What this task involves
Copy out every entry that follows, without a single picture.

-------- Extracted data

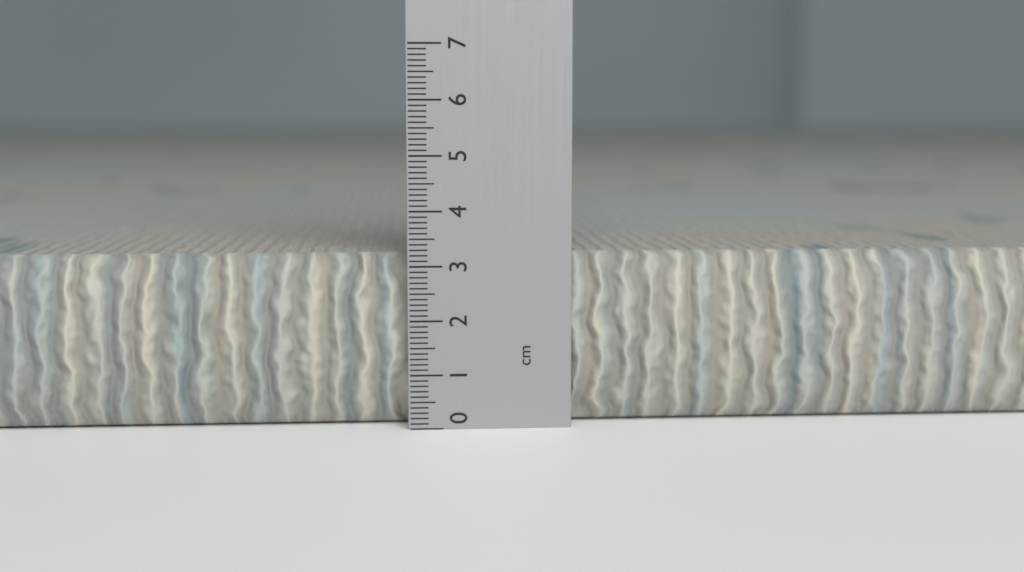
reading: 3.2 cm
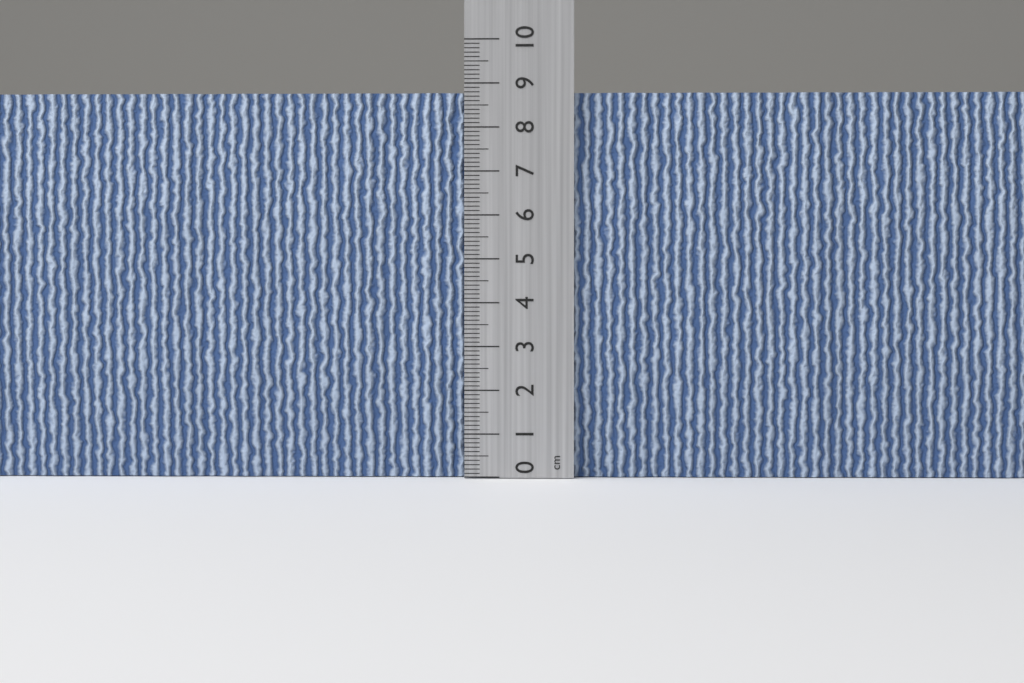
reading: 8.8 cm
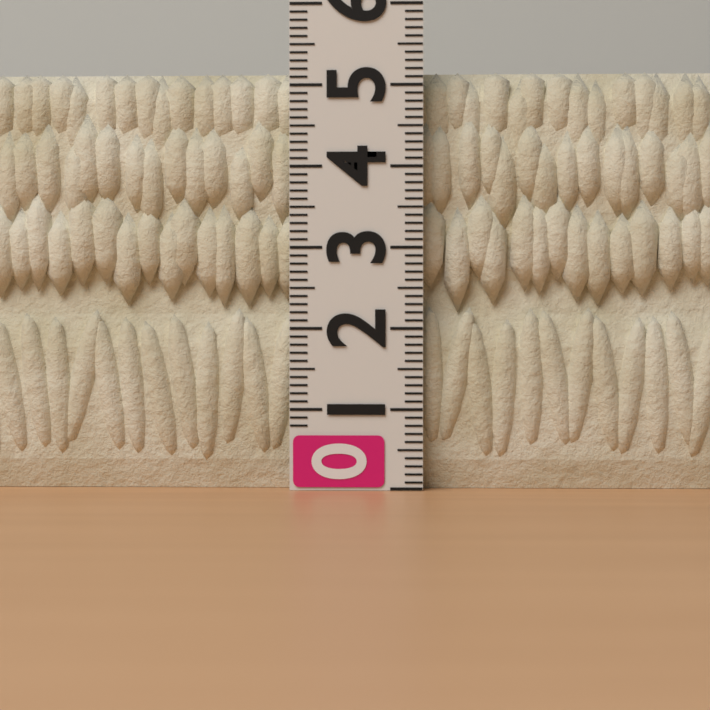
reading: 5.2 (no unit)
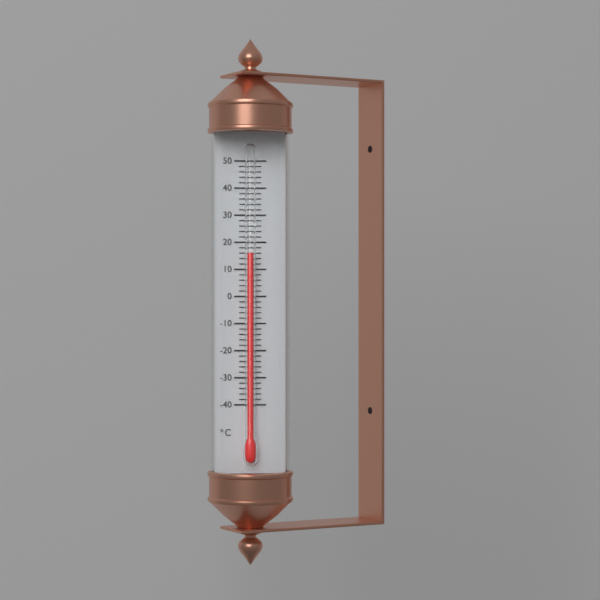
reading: 16 °C
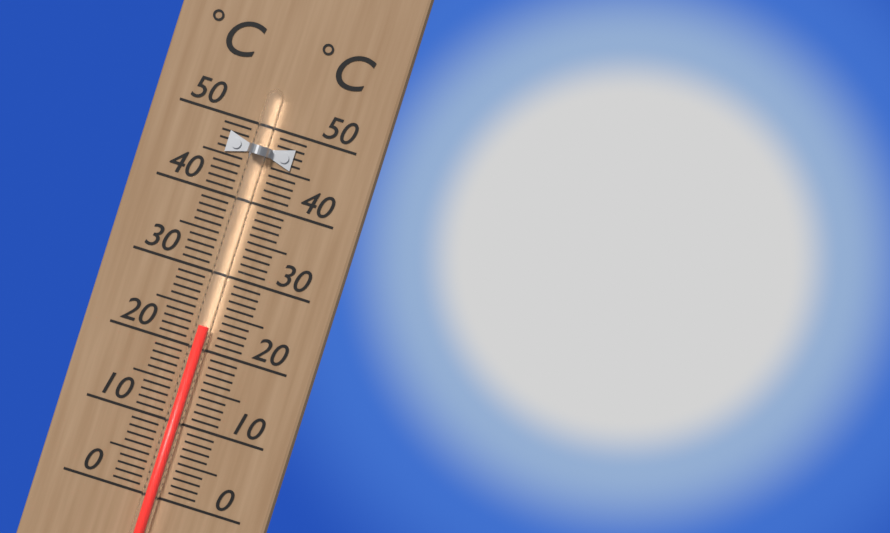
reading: 23 °C
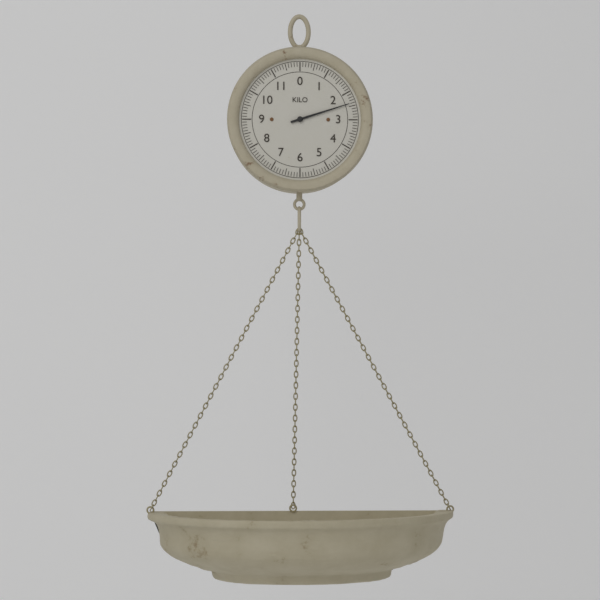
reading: 2.4 kg
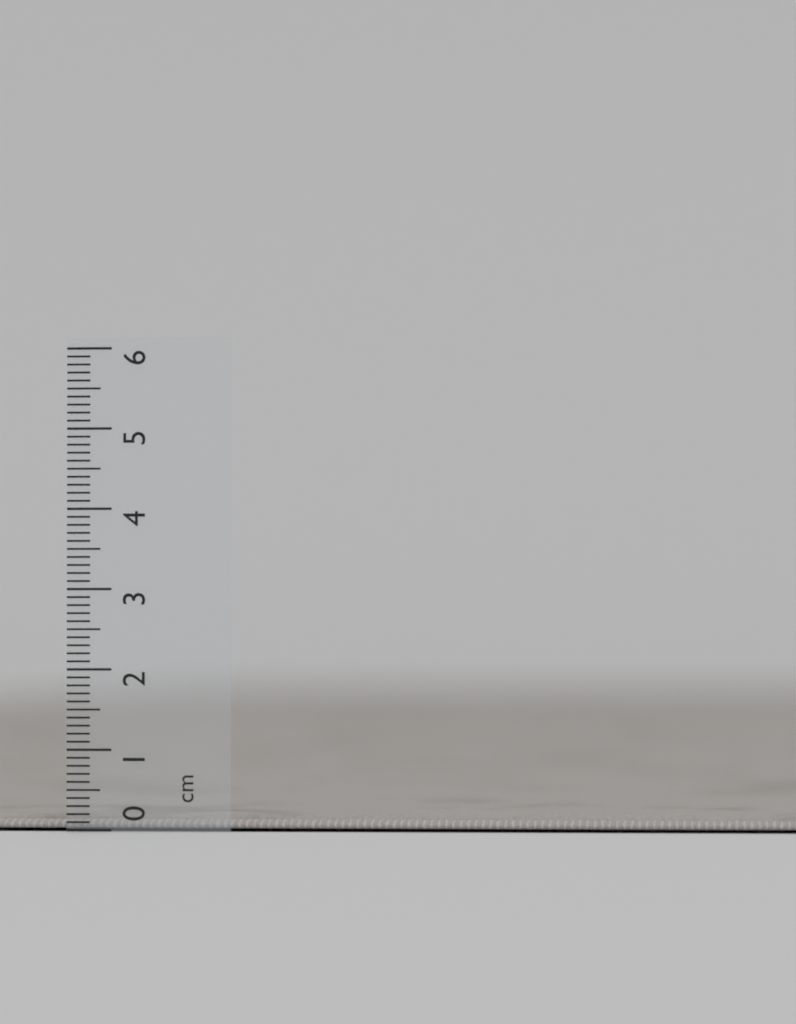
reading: 0.2 cm
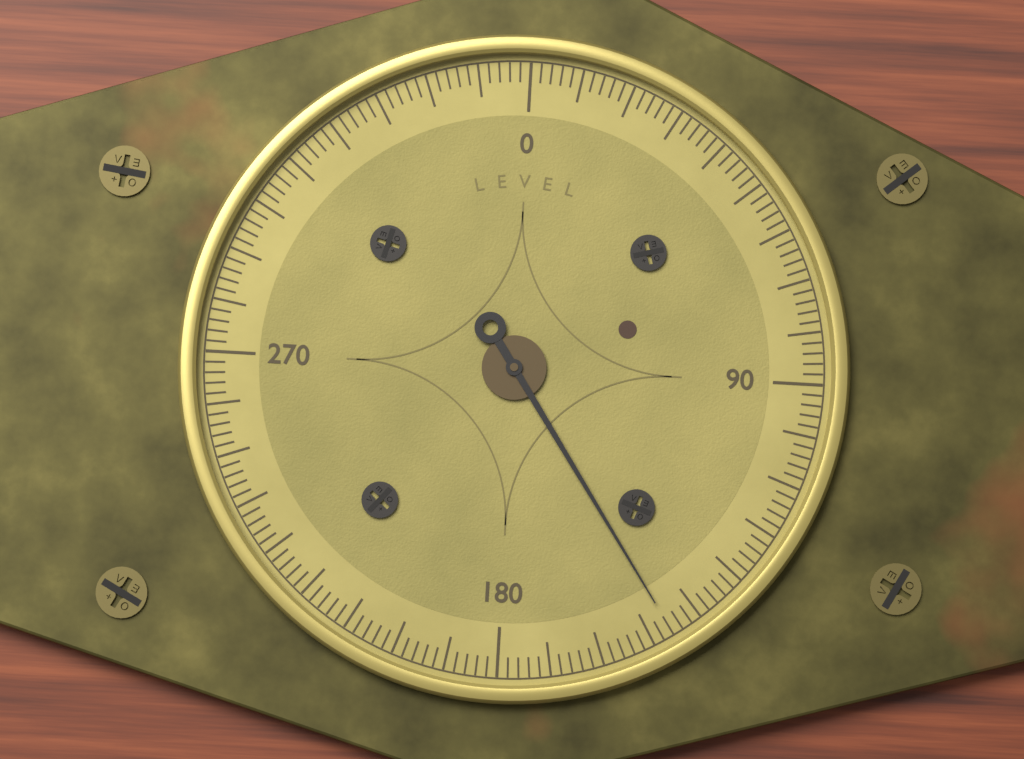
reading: 146 (no unit)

----------------

Response
reading: 3.2 cm
reading: 8.8 cm
reading: 5.2 (no unit)
reading: 16 °C
reading: 23 °C
reading: 2.4 kg
reading: 0.2 cm
reading: 146 (no unit)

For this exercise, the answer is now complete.